The ecoregion’s lakes and shallow bays are home to many types of emergent and submerged vegetation (macrophytes). In the Lake Victoria basin, the dominant macrophytes include; Cyperus papyrus, Miscanthidium violaceum, Phragmites mauritanius, and Typha domingensis,among others. The most extensive papyrus swamps (C. papyrus)in East Africa occur along the perimeter of Lake Victoria and along the perimeters of the other lakes within this ecoregion (Chapman et al. 2001). The valley swamps fringing the rivers flowing into Lake Victoria are dominated by Miscanthidium violaceum. These two swamp types also support a diversity of other plant species, with both types reported to contain upwards of thirty other species (Chapman et al. 2001). The interface between open water and permanent swamp sustains a distinctive plant and animal community. However, many fewer species are adapted to the often oxygen poor environment of the permanent swamps and their dense stands of fibrous papyrus mats. 

Terrestrial habitats

Grasses and trees also grow on the seasonal floodplains and stands of Acacia occur throughout the landscape adjacent to the lake and inflowing rivers (Hughes & Hughes 1992).

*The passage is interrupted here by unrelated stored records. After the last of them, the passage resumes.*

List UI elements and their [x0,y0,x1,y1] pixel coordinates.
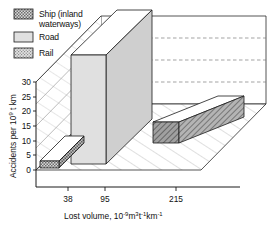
x-axis-title-main: Lost volume, 10 [64,211,123,221]
y-axis-title: Accidents per 109 t km [8,94,18,178]
x-axis: 38 95 215 Lost volume, 10-9m3t-1km-1 [36,187,240,221]
x-axis-title-mid3: km [146,211,157,221]
legend-label-road: Road [39,32,59,42]
legend-item-ship[interactable]: Ship (inland waterways) [14,9,83,29]
x-axis-title: Lost volume, 10-9m3t-1km-1 [64,211,163,221]
y-axis-title-tail: t km [8,94,18,112]
y-tick-30: 30 [22,77,32,87]
y-tick-5: 5 [26,150,31,160]
y-tick-25: 25 [22,92,32,102]
y-tick-15: 15 [22,121,32,131]
x-axis-title-mid1: m [128,211,135,221]
legend-item-rail[interactable]: Rail [14,48,53,58]
y-axis: 0 5 10 15 20 25 30 Accidents per 109 t k… [8,77,36,187]
y-axis-title-main: Accidents per 10 [8,115,18,178]
bar-chart-3d: 0 5 10 15 20 25 30 Accidents per 109 t k… [0,0,272,233]
y-tick-10: 10 [22,136,32,146]
legend-label-ship-line1: Ship (inland [39,9,83,19]
road-swatch [14,32,33,42]
legend-label-rail: Rail [39,48,53,58]
legend-item-road[interactable]: Road [14,32,59,42]
x-tick-38: 38 [63,194,73,204]
y-tick-20: 20 [22,106,32,116]
x-tick-215: 215 [169,194,183,204]
y-tick-0: 0 [26,165,31,175]
x-axis-title-exp4: -1 [157,211,162,217]
x-tick-95: 95 [100,194,110,204]
ship-swatch [14,9,33,19]
chart-figure: 0 5 10 15 20 25 30 Accidents per 109 t k… [0,0,272,233]
legend-label-ship-line2: waterways) [38,19,81,29]
rail-swatch [14,48,33,58]
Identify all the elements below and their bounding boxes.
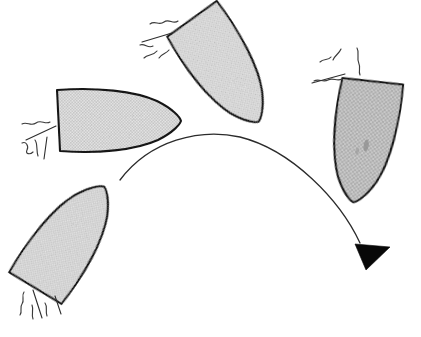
bristle-icon	[320, 57, 331, 62]
bristle-icon	[33, 290, 42, 318]
seed-1-bristles	[22, 122, 56, 159]
seed-3-bristles	[312, 48, 360, 83]
seed-position-4	[8, 169, 130, 307]
bristle-icon	[144, 51, 157, 58]
bristle-icon	[44, 137, 47, 159]
bristle-icon	[20, 292, 24, 315]
bristle-icon	[357, 48, 360, 75]
bristle-icon	[159, 50, 169, 58]
seed-position-2	[165, 0, 285, 138]
illustration-svg	[0, 0, 421, 337]
figure-canvas: Tumbling bristled seed trajectory Hand-d…	[0, 0, 421, 337]
bristle-icon	[140, 45, 153, 47]
bristle-icon	[22, 122, 50, 125]
seed-position-3	[323, 75, 405, 207]
trajectory-arc	[120, 134, 360, 243]
bristle-icon	[312, 74, 345, 83]
seed-4-body	[8, 169, 130, 307]
bristle-icon	[150, 21, 178, 24]
seed-3-body	[323, 75, 405, 207]
bristle-icon	[333, 49, 341, 60]
seed-position-1	[57, 89, 181, 152]
bristle-icon	[45, 303, 47, 316]
bristle-icon	[314, 79, 342, 81]
bristle-icon	[32, 305, 33, 319]
seed-2-body	[165, 0, 285, 138]
arrowhead-icon	[355, 244, 390, 270]
seed-1-body	[57, 89, 181, 152]
bristle-icon	[35, 140, 38, 156]
bristle-icon	[26, 126, 56, 140]
bristle-icon	[22, 143, 33, 154]
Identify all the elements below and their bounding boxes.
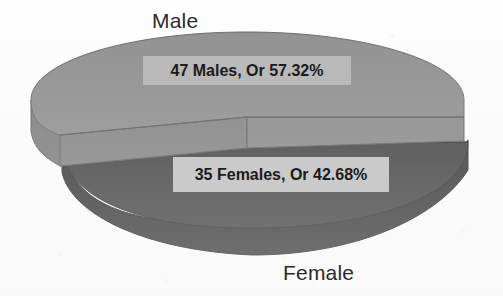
pie-data-label-male: 47 Males, Or 57.32%	[143, 56, 351, 85]
pie-chart-graphic	[0, 0, 503, 296]
pie-category-label-female: Female	[283, 261, 354, 285]
pie-category-label-male: Male	[152, 9, 198, 33]
pie-chart-figure: Male Female 47 Males, Or 57.32% 35 Femal…	[0, 0, 503, 296]
pie-data-label-female: 35 Females, Or 42.68%	[173, 157, 389, 192]
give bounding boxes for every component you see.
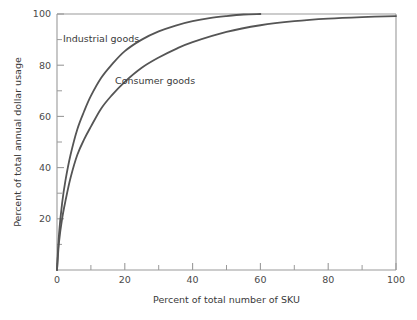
x-axis-title: Percent of total number of SKU — [153, 294, 300, 305]
y-tick-label-100: 100 — [33, 8, 51, 19]
y-axis-title: Percent of total annual dollar usage — [12, 57, 23, 227]
y-tick-label-60: 60 — [39, 111, 51, 122]
x-tick-label-100: 100 — [387, 274, 405, 285]
x-tick-label-40: 40 — [187, 274, 199, 285]
annotation-industrial-goods: Industrial goods — [63, 33, 139, 44]
chart-background — [0, 0, 417, 320]
pareto-curve-chart: 20406080100 020406080100 Industrial good… — [0, 0, 417, 320]
x-tick-label-80: 80 — [322, 274, 334, 285]
x-tick-label-60: 60 — [254, 274, 266, 285]
x-tick-label-0: 0 — [54, 274, 60, 285]
y-tick-label-80: 80 — [39, 60, 51, 71]
y-tick-label-40: 40 — [39, 162, 51, 173]
y-tick-label-20: 20 — [39, 213, 51, 224]
x-tick-label-20: 20 — [119, 274, 131, 285]
chart-figure: 20406080100 020406080100 Industrial good… — [0, 0, 417, 320]
annotation-consumer-goods: Consumer goods — [115, 75, 195, 86]
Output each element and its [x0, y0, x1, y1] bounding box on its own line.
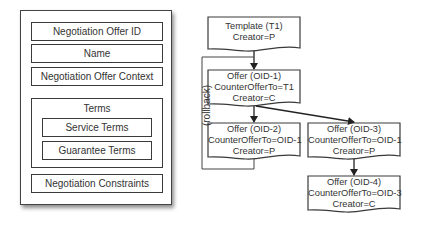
node-title: Offer (OID-4): [308, 177, 400, 188]
rollback-label: (rollback): [201, 85, 212, 126]
edge-oid1-to-oid3: [256, 106, 354, 122]
node-title: Offer (OID-3): [308, 124, 400, 135]
node-title: Offer (OID-2): [208, 124, 300, 135]
node-title: Template (T1): [208, 21, 300, 32]
node-counter-offer-to: CounterOfferTo=OID-3: [308, 188, 400, 199]
node-creator: Creator=P: [208, 32, 300, 43]
node-counter-offer-to: CounterOfferTo=T1: [208, 82, 300, 93]
node-title: Offer (OID-1): [208, 71, 300, 82]
node-creator: Creator=P: [208, 146, 300, 157]
node-oid-3: Offer (OID-3) CounterOfferTo=OID-1 Creat…: [308, 124, 400, 157]
node-creator: Creator=C: [308, 199, 400, 210]
node-creator: Creator=C: [208, 93, 300, 104]
node-counter-offer-to: CounterOfferTo=OID-1: [308, 135, 400, 146]
node-counter-offer-to: CounterOfferTo=OID-1: [208, 135, 300, 146]
node-template-t1: Template (T1) Creator=P: [208, 21, 300, 43]
node-creator: Creator=P: [308, 146, 400, 157]
node-oid-2: Offer (OID-2) CounterOfferTo=OID-1 Creat…: [208, 124, 300, 157]
node-oid-4: Offer (OID-4) CounterOfferTo=OID-3 Creat…: [308, 177, 400, 210]
node-oid-1: Offer (OID-1) CounterOfferTo=T1 Creator=…: [208, 71, 300, 104]
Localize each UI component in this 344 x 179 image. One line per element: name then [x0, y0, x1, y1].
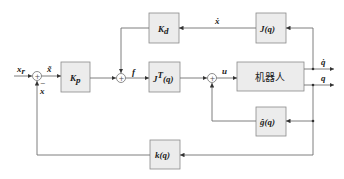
j-label: J(q) [259, 24, 275, 34]
xr-label: xr [16, 64, 26, 76]
qdot-label: q̇ [321, 57, 326, 67]
block-diagram: + + + Kp Kd JT(q) J(q) 机器人 ĝ(q) k(q) xr … [0, 0, 344, 179]
plus-sign: + [119, 75, 125, 83]
f-label: f [132, 67, 136, 77]
robot-label: 机器人 [255, 71, 285, 83]
x-error-label: x̃ [46, 64, 52, 74]
minus-sign: − [40, 78, 45, 88]
plus-sign: + [210, 75, 216, 83]
u-label: u [222, 66, 227, 76]
q-label: q [321, 73, 326, 83]
k-label: k(q) [155, 150, 170, 160]
xdot-label: ẋ [214, 16, 220, 26]
g-label: ĝ(q) [259, 117, 275, 127]
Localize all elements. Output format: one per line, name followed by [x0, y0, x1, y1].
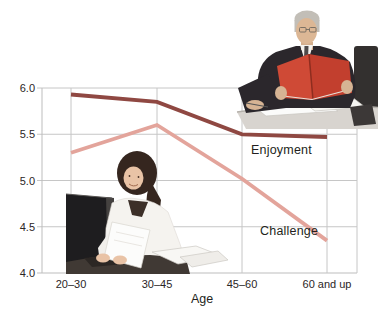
- man-hand: [275, 86, 287, 100]
- x-tick-label: 60 and up: [303, 278, 352, 290]
- man-hand: [341, 80, 353, 94]
- y-tick-label: 6.0: [20, 82, 35, 94]
- enjoyment-series-label: Enjoyment: [251, 143, 312, 157]
- x-axis-title: Age: [160, 292, 244, 306]
- photo-woman-at-computer: [64, 147, 230, 274]
- x-tick-label: 45–60: [227, 278, 258, 290]
- challenge-series-label: Challenge: [260, 224, 318, 238]
- woman-hand: [113, 256, 127, 265]
- x-tick-label: 30–45: [142, 278, 173, 290]
- woman-hand: [96, 254, 110, 263]
- y-tick-label: 5.0: [20, 175, 35, 187]
- x-tick-label: 20–30: [56, 278, 87, 290]
- y-tick-label: 4.0: [20, 267, 35, 279]
- age-enjoyment-challenge-figure: 6.05.55.04.54.020–3030–4545–6060 and up: [0, 0, 378, 323]
- telephone-icon: [350, 104, 376, 126]
- y-tick-label: 5.5: [20, 128, 35, 140]
- photo-man-reading-folder: [230, 4, 378, 129]
- y-tick-label: 4.5: [20, 221, 35, 233]
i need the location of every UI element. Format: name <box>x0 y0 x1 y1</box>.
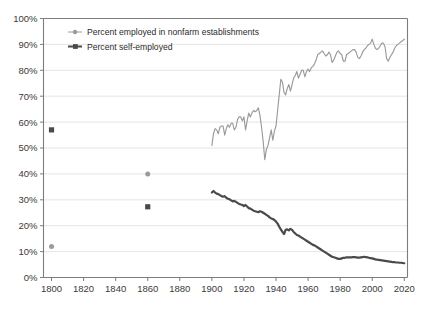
x-axis-tick-label: 2000 <box>362 283 383 294</box>
chart-container: 0%10%20%30%40%50%60%70%80%90%100% 180018… <box>0 0 425 309</box>
isolated-data-points <box>49 127 150 249</box>
isolated-point-circle <box>49 244 54 249</box>
x-axis-tick-label: 1840 <box>105 283 126 294</box>
x-axis-tick-label: 2020 <box>394 283 415 294</box>
y-axis-tick-label: 50% <box>18 142 38 153</box>
x-axis-tick-label: 1800 <box>41 283 62 294</box>
x-axis-tick-label: 1960 <box>298 283 319 294</box>
isolated-point-square <box>145 204 150 209</box>
series-line-nonfarm <box>212 39 404 159</box>
y-axis-tick-label: 40% <box>18 168 38 179</box>
chart-legend: Percent employed in nonfarm establishmen… <box>68 27 259 52</box>
legend-label-1: Percent self-employed <box>87 42 173 52</box>
x-axis-tick-label: 1880 <box>169 283 190 294</box>
y-axis-tick-label: 20% <box>18 220 38 231</box>
x-axis-tick-label: 1820 <box>73 283 94 294</box>
x-axis-tick-label: 1940 <box>265 283 286 294</box>
y-axis-tick-label: 70% <box>18 91 38 102</box>
y-axis-tick-label: 0% <box>24 272 38 283</box>
y-axis-tick-label: 80% <box>18 65 38 76</box>
y-axis-tick-label: 60% <box>18 117 38 128</box>
y-axis-tick-label: 10% <box>18 246 38 257</box>
legend-marker-circle <box>73 30 77 34</box>
y-axis-tick-label: 30% <box>18 194 38 205</box>
x-axis-tick-label: 1980 <box>330 283 351 294</box>
employment-trends-line-chart: 0%10%20%30%40%50%60%70%80%90%100% 180018… <box>0 0 425 309</box>
isolated-point-circle <box>145 171 150 176</box>
y-axis-tick-label: 90% <box>18 39 38 50</box>
y-axis-tick-labels: 0%10%20%30%40%50%60%70%80%90%100% <box>13 13 38 283</box>
gridlines <box>44 19 408 252</box>
x-axis-tick-label: 1900 <box>201 283 222 294</box>
series-line-self-employed <box>212 191 404 263</box>
x-axis-tick-label: 1920 <box>233 283 254 294</box>
legend-label-0: Percent employed in nonfarm establishmen… <box>87 27 259 37</box>
legend-marker-square <box>73 44 78 49</box>
data-series <box>212 39 404 263</box>
isolated-point-square <box>49 127 54 132</box>
x-axis-tick-labels: 1800182018401860188019001920194019601980… <box>41 283 415 294</box>
y-axis-tick-label: 100% <box>13 13 38 24</box>
x-axis-tick-label: 1860 <box>137 283 158 294</box>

Justification for delineation

This ecoregion is defined by the basins of Lakes Victoria, Edward, George, Kyoga, and Kivu, and is characterized by a lacustrine fauna with cichlid species radiations typical of those within the Great Lakes bioregion. The mountains of the Karamoja district enclose the ecoregion in the northeast. In the east, the highlands of the Eastern Rift Valley are comprised of the Cherangani Hills, Elgeyo Escarpment and Mau Escarpment. The Rwenzori Mountains and the Virunga Massif are the highlands that enclose the ecoregion in the west. The southwest is dominated by a chain of mountains in Rwanda, along the rim of the Western Rift Valley (Hughes & Hughes 1992).  

Level of taxonomic exploration

Good. The Lake Victoria Region has provided a model for relationships between land form and evolution of fishes. Our understanding of the evolution of these extraordinary faunas is increasing as faunal and paleolimnological surveys continue in the region. But, there is a huge missing piece in the puzzle, the Lakes Edward-George region. Lake Edward is one of the less explored ichthyofaunas in Africa. Lake George is better known, although the extensive wetland around the swamp remains relatively unexplored. The Lake Edward-George system is very exciting biogeographically because it represents the confluence of the Albertine and Victoriine faunas.